Chiquita under investigation for ties to AUC

Colombia’s Prosecutor General will reopen the case against Chiquita Brands International for alleged payments to the former paramilitary group, AUC, local media reported Saturday.

“It is necessary to establish the degree of individual and personal responsibility the directors of Chiquita Brands held in the company’s financing of [AUC],” said Colombia’s Prosecutor General Eduardo Montealegre.

The Chiquita Brands case was closed in March because the presiding district attorney concluded that the 13 executives charged with paying the AUC did so against their will.

Montealegre, however, rejected this finding. According to the current Prosecutor General, such large payments lasting such a long period of time, implies the multinational fruit company “were familiar with the situation [paying the paramilitaries] and accepted it…[Chiquita] knew what the money was being used for funding the AUC’s military operations.”

The testimony of ex-paramilitaries supports Montealegre’s position.

A former AUC commander claimed that far from being extortion, it was in fact Chiquita who initiated contact with the AUC. Raul Hasban, another disbanded paramilitary, allegedly produced a list of banana companies that made payments to the AUC.  As a result Montealegre has stated he will also investigate these companies.

Chiquita is currently embroiled in a class action lawsuit against a group of Colombian families in the United States. The multinational fruit company is accused of paying the AUC for security services, which resulted in the deaths of thousands of civilians. The lawsuit claims Chiquita allowed paramilitaries to use one of its ports to “ship drugs out and smuggle arms in.”

“The plaintiffs in this case lost family members, including sons who were banana workers or their mothers who stood up for their communities, as result of the conduct alleged”, said a member of Cohen Milstein, the law firm representing the familes.

In 2007, Chiquita was fined $25 million after being found guilty of paying the AUC $1.7 million between 1997 and 2004.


What the task requires: The lines below, from the one holding "This screenshot has width=825, height=449." through the one holding "Identify the location of span: From", are to be restated word for word, with all images left out.
───── Data supplied ─────
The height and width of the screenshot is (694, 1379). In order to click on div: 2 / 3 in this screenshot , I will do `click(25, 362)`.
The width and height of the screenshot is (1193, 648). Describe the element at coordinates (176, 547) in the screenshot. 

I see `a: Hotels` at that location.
─────
───── Data supplied ─────
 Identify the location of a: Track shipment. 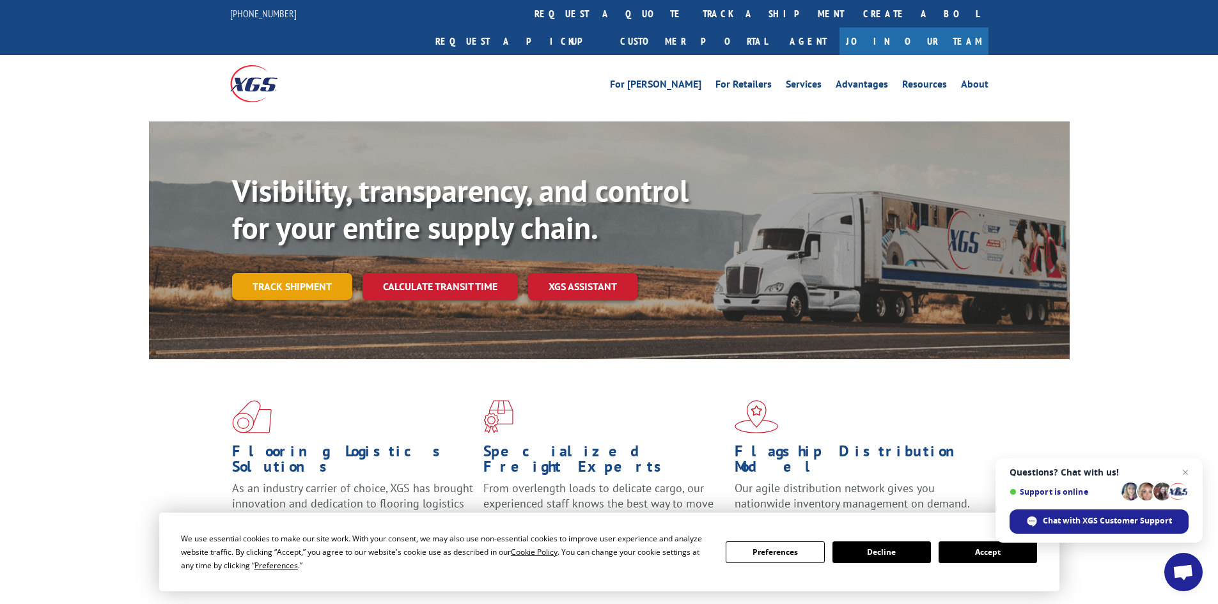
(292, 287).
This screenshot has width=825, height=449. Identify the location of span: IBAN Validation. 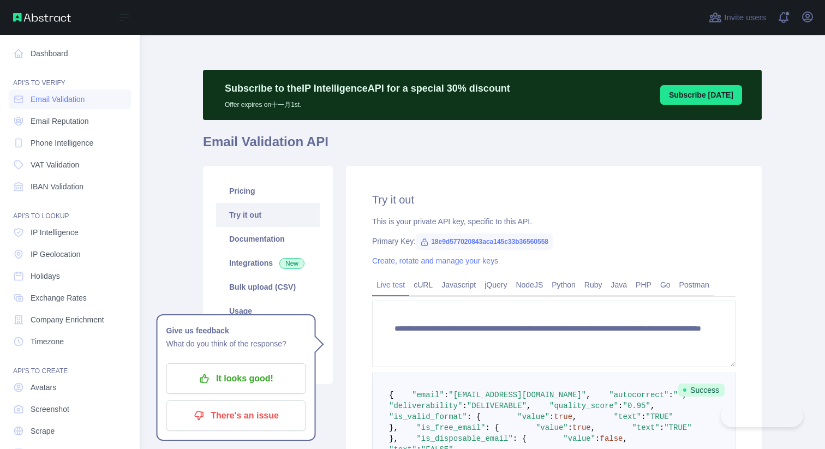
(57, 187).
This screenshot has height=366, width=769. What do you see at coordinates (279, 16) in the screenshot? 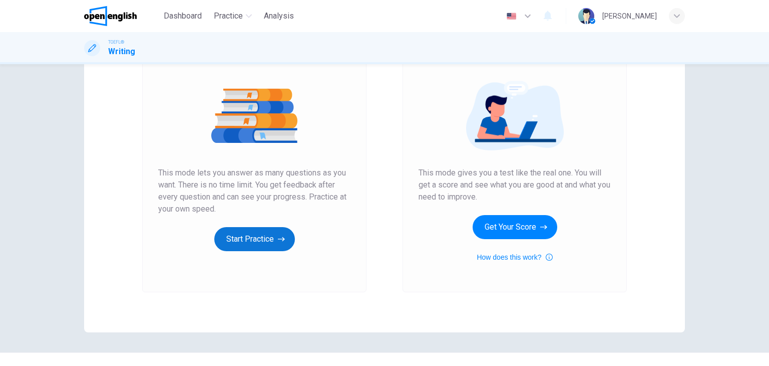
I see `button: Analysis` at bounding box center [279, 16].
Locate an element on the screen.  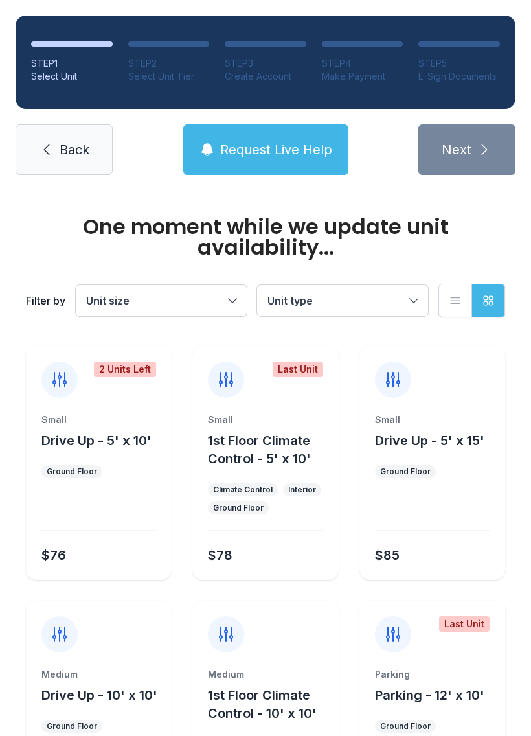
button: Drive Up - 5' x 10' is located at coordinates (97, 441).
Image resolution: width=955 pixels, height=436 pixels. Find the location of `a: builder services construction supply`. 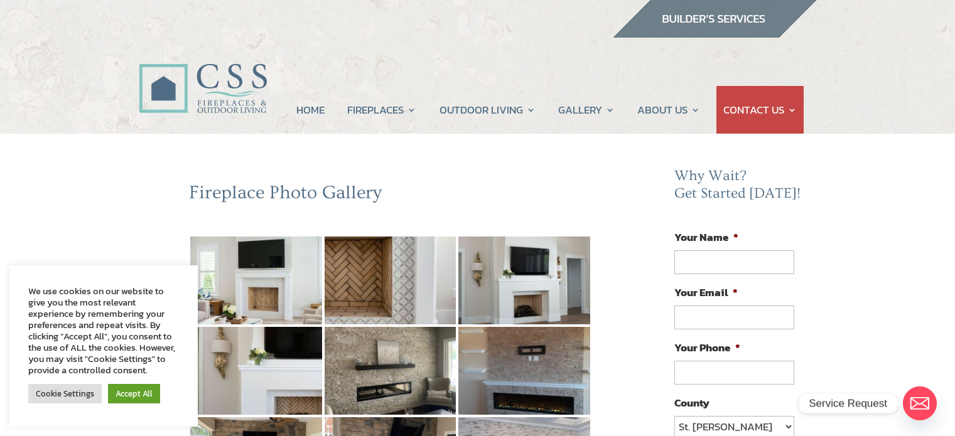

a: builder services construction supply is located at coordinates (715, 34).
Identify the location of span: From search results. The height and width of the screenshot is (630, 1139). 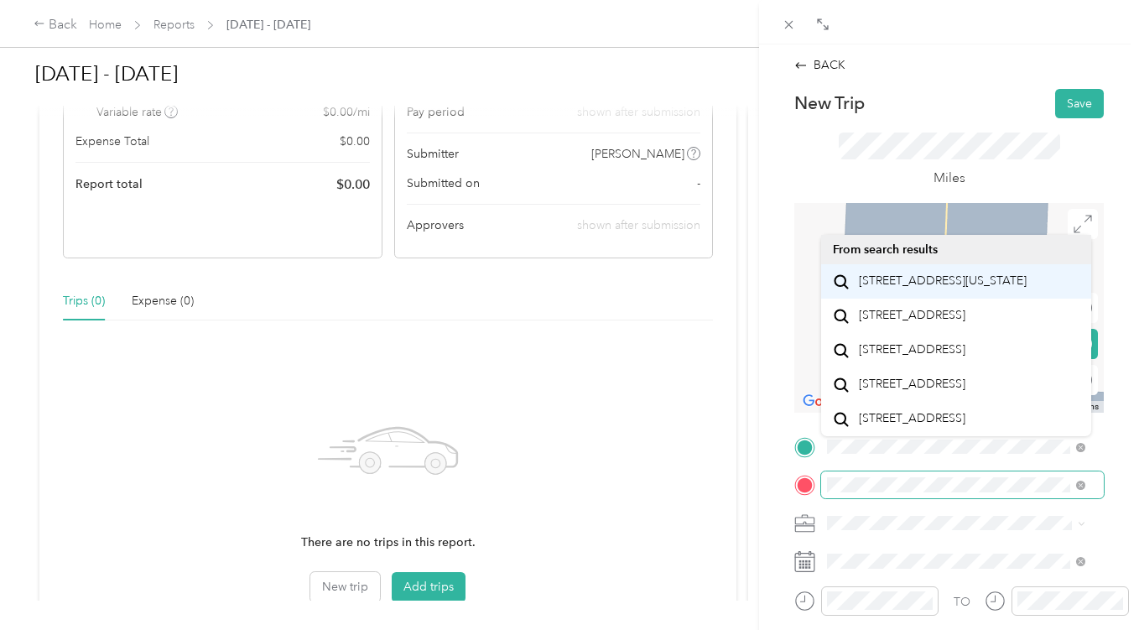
─────
Problem solution:
This screenshot has width=825, height=449. Identify the location of span: IBAN Validation. 
(57, 187).
This screenshot has height=366, width=769. What do you see at coordinates (279, 16) in the screenshot? 
I see `button: Analysis` at bounding box center [279, 16].
Locate an element on the screen.  
button: Drive Up - 5' x 10' is located at coordinates (97, 441).
Image resolution: width=955 pixels, height=436 pixels. Find the location of `a: builder services construction supply`. 

a: builder services construction supply is located at coordinates (715, 34).
Identify the location of span: From search results. The height and width of the screenshot is (630, 1139). 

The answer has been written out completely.